Labour and the Greens have again in recent weeks been banging their heads against a wall: trying to dislodge John Key from his supra-political perch.
As ever, Key has deflected them by a combination of bland assurances, partial retreats and counterpunching — with collateral damage to innocents, including the Red Cross and Green MP Mojo Mathers.
That keeps him centre-stage, not as villain (which he is only to those already turned off) but as victor.
Why, then, do Labour and the Greens (and Winston Peters, but with a subtler edge) keep putting him up in lights? Why attack the government’s strongest presenter?
Would it be more effective, some ask, to never question Key in Parliament and attack only the weaker links?
Opposition parties face a similar conundrum over next week’s budget. Bill English will present reassuring, even bullish (as in a speech last weekend), numbers. He signalled last Thursday extra money for some areas where the government is vulnerable — health is an obvious candidate — to blunt opposition parties’ attacks and deprive them of political oxygen.
Labour’s response, as the senior (in two ways) partner in the opposition duo (sometimes trio), is in two parts: long-term strategy, looking out 20-30 years, and short-term tactics.
The strategic dimension is a search for a new paradigm to replace the baby-boomers’ paradigm that essentially drives current policy, though English has made some major tweaks, such as “social investment”.
Labour shadow finance minister Grant Robertson is seeking “new settings, a new system to guide sustainable development and wellbeing” in a highly globalised world, reaching out to the 20-somethings generation. He liberally uses the word “investment” to explain his aims.
Robertson has plugged himself into the 20-somethings who he thinks are as different from their parents as the baby-boomers were from their parents in the 1960s, which implies a major policy shift at some point.
One big change already under way is “work”, which takes, and will go on taking, many new forms beside the twentieth-century employer-employee arrangement. Stability and security are likely concerns as 20-somethings graduate to family life through the next 10 years.
National, including English, scoffs at Robertson’s “future of work commission”. But Australian conservative Prime Minister Malcolm Turnbull is running that phrase in his election campaign. The Foundation for Young Australians has put together a useful booklet on the implications.
And here the Ministry of Business, Innovation and Employment is quietly exploring it (under a different title).
A second Robertson focus is standard Labour — more social assistance, education and health spending to ensure “shared prosperity” — but with a twist. Robertson pitches this as “housing first”.
This is not just a genuflection to Phil Twyford, arguably Labour’s most effective shadow minister.
It recognises that the house — good or bad, long-tenured or just for weeks or months — is a core element in a child’s upbringing, health and capacity to get educated, then, as an adult, to earn an income and fully participate in society. And, along with “work”, the house contributes to adults’ capacity to run a strong household in which they and children thrive.
A third Robertson long-term focus is economic diversification. More tourists, now a flood, keep us low-waged.
But in debating a budget and contesting an election, long-term thinking is too pointy-headed for most voters.
They want a sense of how household finances will be in a year or two. The older the voter, the more that short-term rules.
That takes Robertson to a range of do-it-now proposals such as more infrastructure investment, the state quickly building good houses for less-well-off buyers and renters and backing social enterprise and youth entrepreneurship.
A big focus will be to make up the gap in health spending which has matched general inflation but not technology inflation and demographic changes in total numbers and age distribution. Health shadow minister Annette King ran an interest groups “summit” on it last week.
Another focus is on investment in children. Labour (King again) was way ahead of National in 2010 but didn’t push it in 2014 and English has been catching up.
But both the long and short will come to nought if Labour can’t present a visible alternative government to voters at next year’s election — that is, a strategic and substantive collaboration with the Greens, which was lacking in 2011 and 2014.
This far out from the 1999 election Helen Clark, in opposition, went to the leftwing Alliance conference. Some thought that would taint her. Instead it showed voters a government in waiting.
Some in Labour and the Greens have suggested Andrew Little could emulate that at the Greens’ conference at Queen’s Birthday Weekend. Some think there is some possibility he might.
If so, it could be his biggest step as leader. And Robertson might get to write a budget.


### What you are asked to do
Transcribe the data verbatim and drop its images.

### Data extract

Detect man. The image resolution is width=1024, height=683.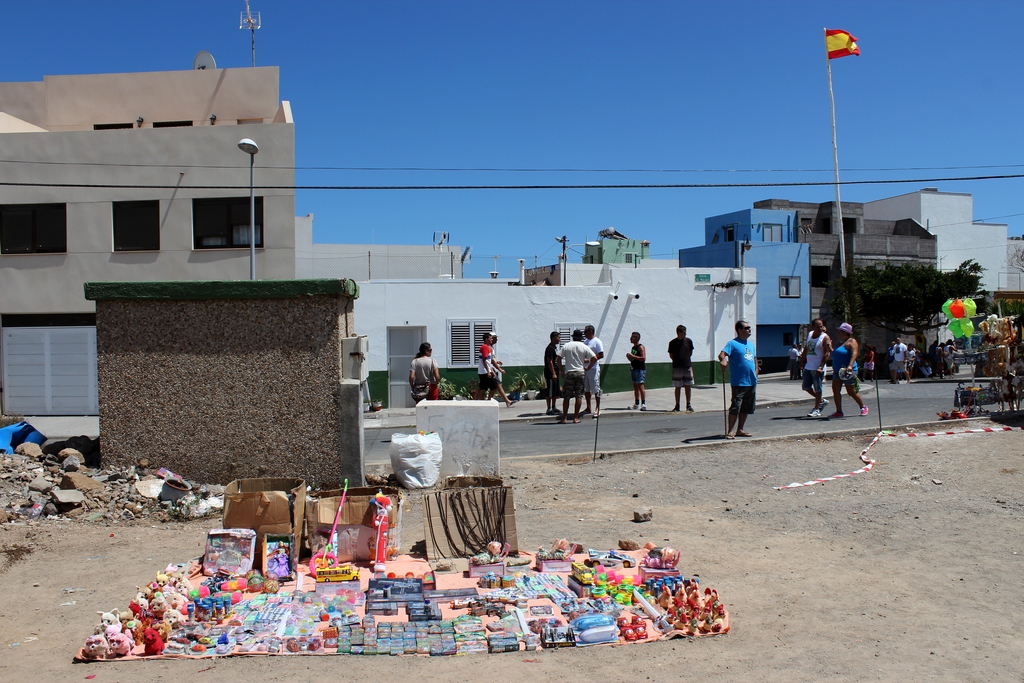
(716,320,760,441).
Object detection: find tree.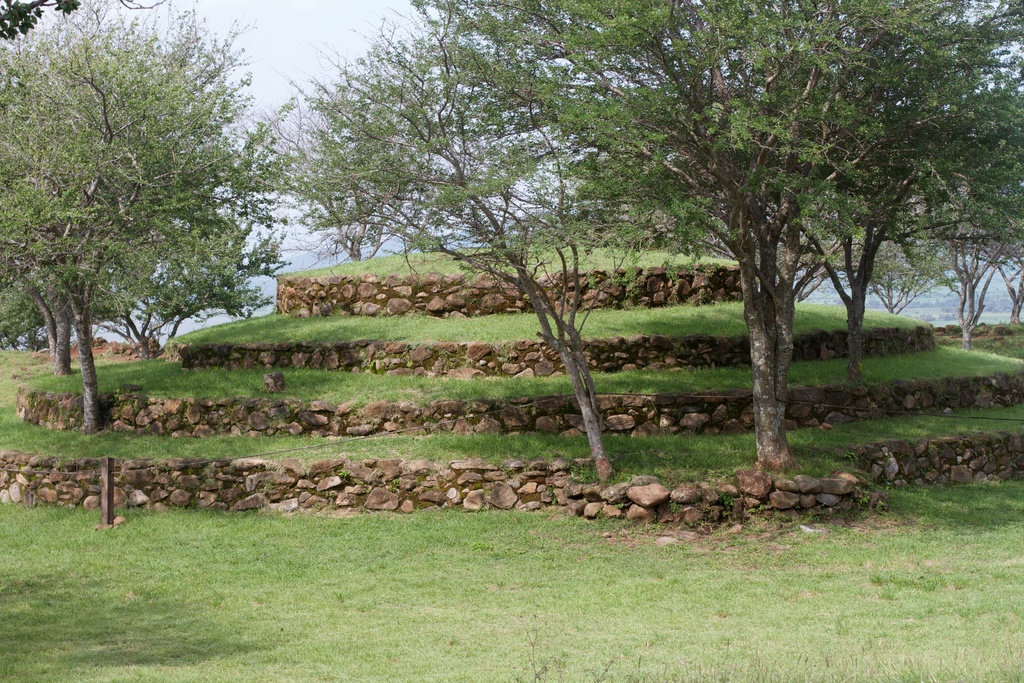
left=0, top=15, right=290, bottom=431.
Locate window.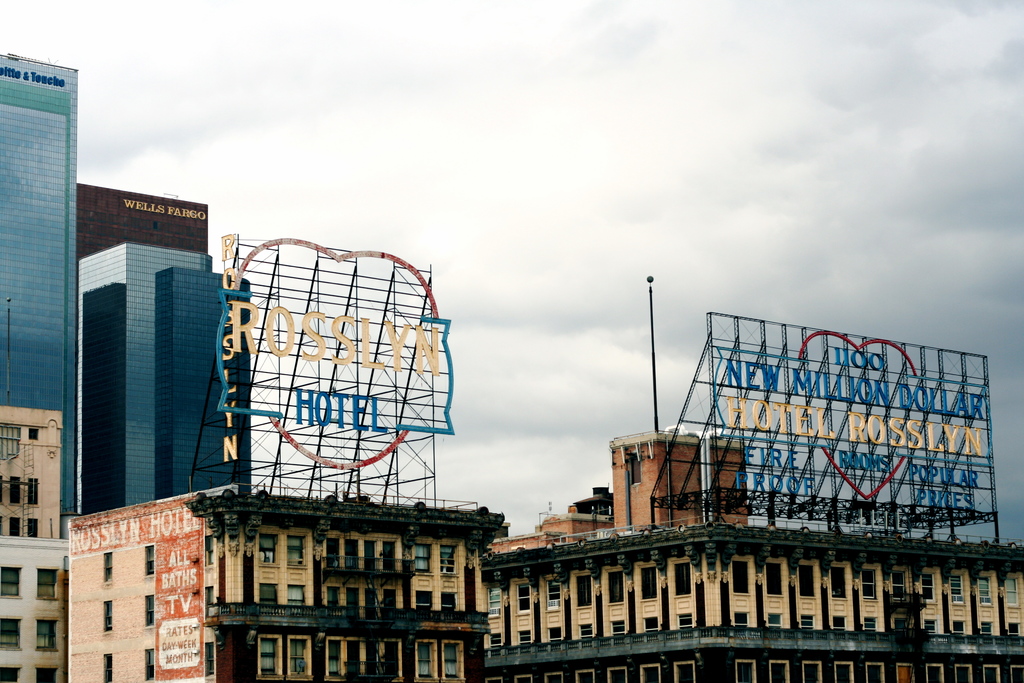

### Problem solution
Detect man. The image resolution is width=1024, height=683.
(716,320,760,441).
Object detection: find tree.
left=0, top=15, right=290, bottom=431.
Locate window.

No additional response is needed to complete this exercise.